Reconciliation prompts companies to look for 'new ways to collaborate'
Published: 3 May 2005 10:35 GMT
Hewlett-Packard has buried the hatchet on a long-standing patent dispute with EMC, agreeing to pay $325m to settle the case.
Under the terms of the settlement, HP can satisfy the $325m payment by purchasing an equivalent amount of EMC products, such as its VMware line of server software, within five years. The companies have also signed a five-year cross-licensing agreement and said they will look for new ways to collaborate.
HP and EMC initiated settlement talks in February, after a federal jury found that HP had infringed on patents protecting EMC's data storage technology. The companies had been litigating the matter since 2002, when HP filed a complaint against EMC. The storage specialist responded with a countersuit.
The disputed patents related specifically to technology for transferring data between different storage formats, moving data from one storage system to another, connecting servers to storage systems, data mirroring and mainframe data storage.
Joe Beyers, HP vice president of intellectual-property licensing, said in a statement: "HP is happy to conclude this matter in a way that recognises the strength of both companies' intellectual-property portfolios and provides positive benefits to customers desiring interoperable multi-vendor solutions."
The bad blood between the two companies dates back to 1999, when HP swapped EMC for Hitachi as its partner of choice in the high-end storage market and proclaimed EMC's products old and proprietary.
But throughout their wrangling, HP has continued to help EMC sell VMware, a software product that EMC acquired last year which lets a single workstation run multiple operating systems.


*WHAT IS NEEDED:* Transcribe all of the entries below exactly. Leave out the pictures.

====

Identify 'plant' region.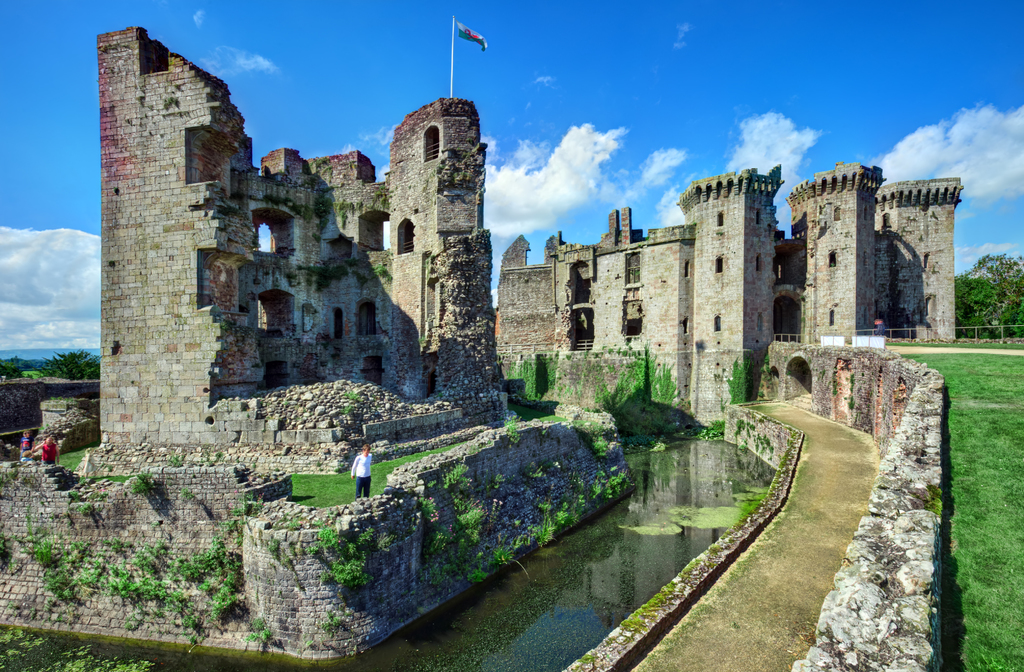
Region: (40,540,55,569).
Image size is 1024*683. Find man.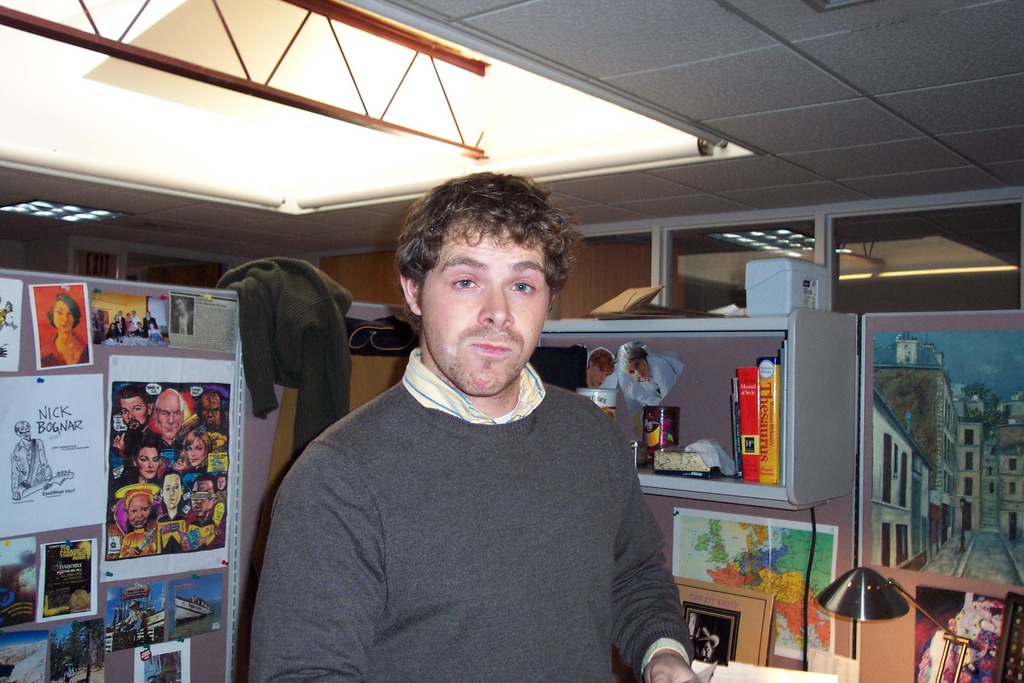
BBox(584, 346, 614, 396).
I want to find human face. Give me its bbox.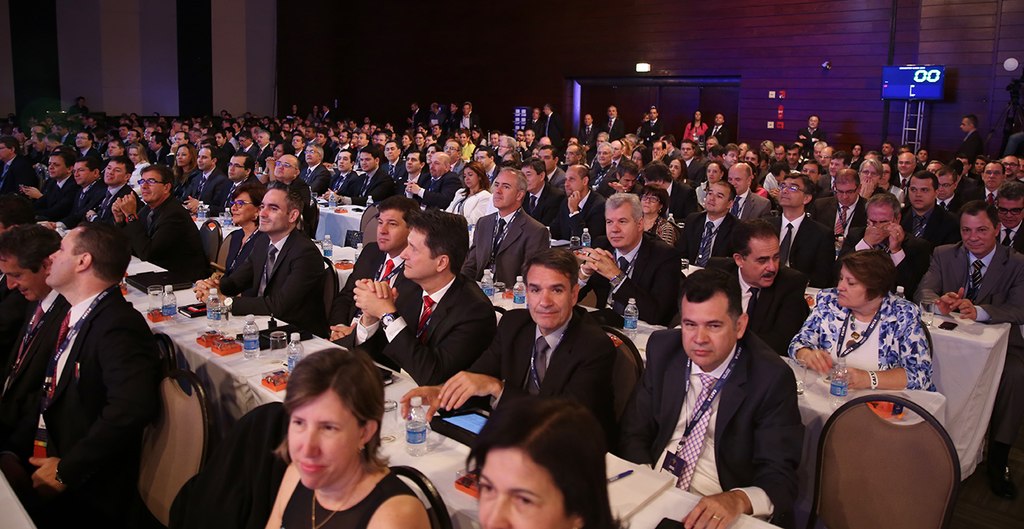
locate(527, 264, 573, 327).
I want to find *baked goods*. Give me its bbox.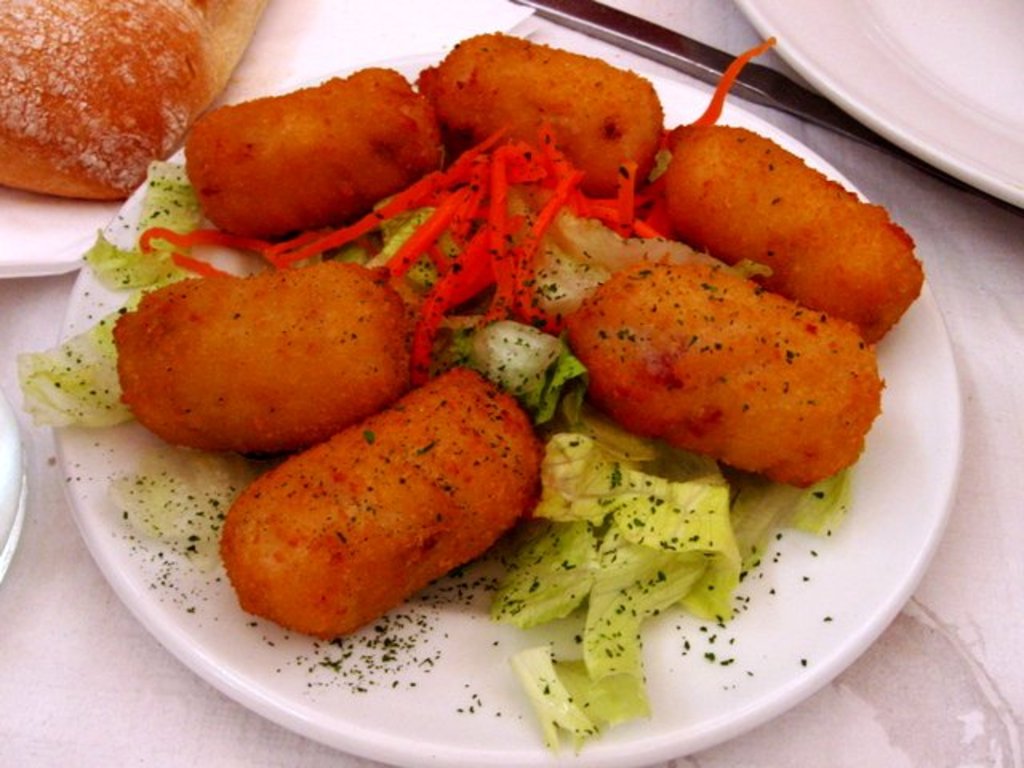
[0, 0, 192, 208].
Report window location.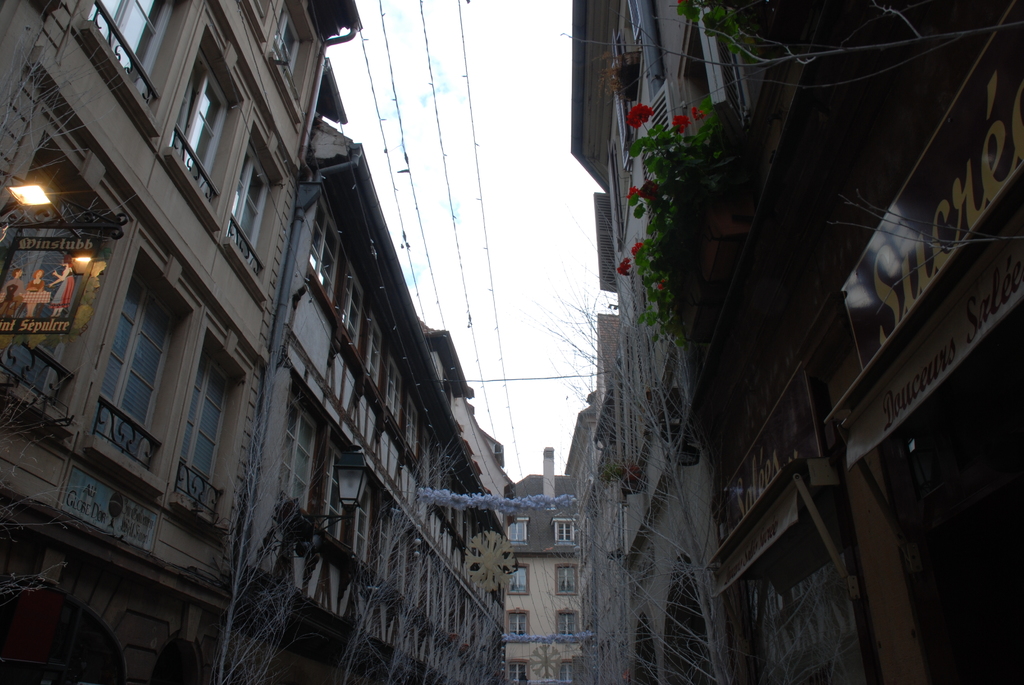
Report: (504, 562, 535, 594).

====

*FINISHED TASK:*
Identify 'plant' region.
Region: (40,540,55,569).
Image size is 1024*683. Find man.
BBox(584, 346, 614, 396).
I want to find human face. Give me its bbox.
locate(527, 264, 573, 327).
I want to find *baked goods*. Give me its bbox.
[0, 0, 192, 208].
Report window location.
Report: (504, 562, 535, 594).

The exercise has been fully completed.